A former pentathlete herself, Weedon was able to plot a path forward. Earlier this year, she convinced Polish fencing coach Marek Makay to come on board while sports psychologist Kate Kirby is also a regular presence now.

“I used to think it wasn’t important,” Coyle says of her sessions with Kirby, “and I probably pushed it away a good bit but it’s essential. It’s like a sixth sport at this stage.

“It’s like a job — you don’t want to get up and do a different thing every time, you want to do the same thing each time so it comes naturally.”

But the most trying mental challenge must be living the dual life of a 21-year-old college student and an Olympian. While her friends and classmates are hanging out and socialising, Coyle is either dashing to a training session or catching up on some hard-earned sleep.

“A couple of people when they first meet me say ‘Oh, I haven’t seen you out.’ Well, there’s a reason for that. I sleep at night.

Everyone always asks if it’s difficult because you’ve to sacrifice so much but it’s not really. I’m going to the Olympics. Is there anything else? What else would I be doing?

The feeling of constantly being on the move from country to country, tournament to tournament, is the one thing that does get to her slightly. “I must be the world’s best packer,” she jokes but as she runs through a sample itinerary which takes in America, Rio, Paris, Budapest, Moscow and Rostov, it’s impossible not to feel exhausted just listening.

Olympic qualification began last August in London where Coyle finished 20th in a World Cup Final and didn’t finish until another World Cup Final in China last month. It has been a long year, particularly in the bleak winter months, but she has made some good friends along the way.

“Pentathlon is different to other sports. Sprinters probably don’t associate with each other; we live with other from February to October. Some of my best friends compete with me. I live abroad, I live with them pretty much.”

That bond was most evident when Coyle failed to qualify for the World Championship finals. The first person to console her was Great Britain’s world champion and top Olympic hope Mhairi Spence: “She was the first person to pick me up off the ground and tell me I can do this.”

Spence’s gesture is an example of the way in which Coyle has always tried to live her own life, both on the road and at home.
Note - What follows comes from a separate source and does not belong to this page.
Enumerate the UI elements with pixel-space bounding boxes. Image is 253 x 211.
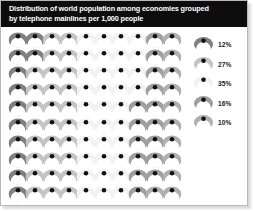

I think an athlete has to have two separate lives. You don’t want to be this hyper-competitive freak the whole time, and then you don’t want to be this mellow, chilled out person either. You need to get the job done.

[Sports psychologist] Liam Moggan said to me the first time I met him that there’s no point in ever winning medals if there’s nobody to bring them home to. That’s the attitude, that’s what I live by. What’s the point in winning gold and everyone thinking you’re horrible?

Winning gold is still some distance away though, and as Coyle talks excitedly about London, it becomes clear that this summer is only the first phase of her masterplan.

“It’s about soaking it up and getting the most experience. Of course I’m going to perform to the best I can possibly do but I’m 21, there’s probably only going to be two or three people younger than me at the start line.

“In Rio I’ll still be young — 24, nearly 25 — so that’s when I’ll look to do my best performance.”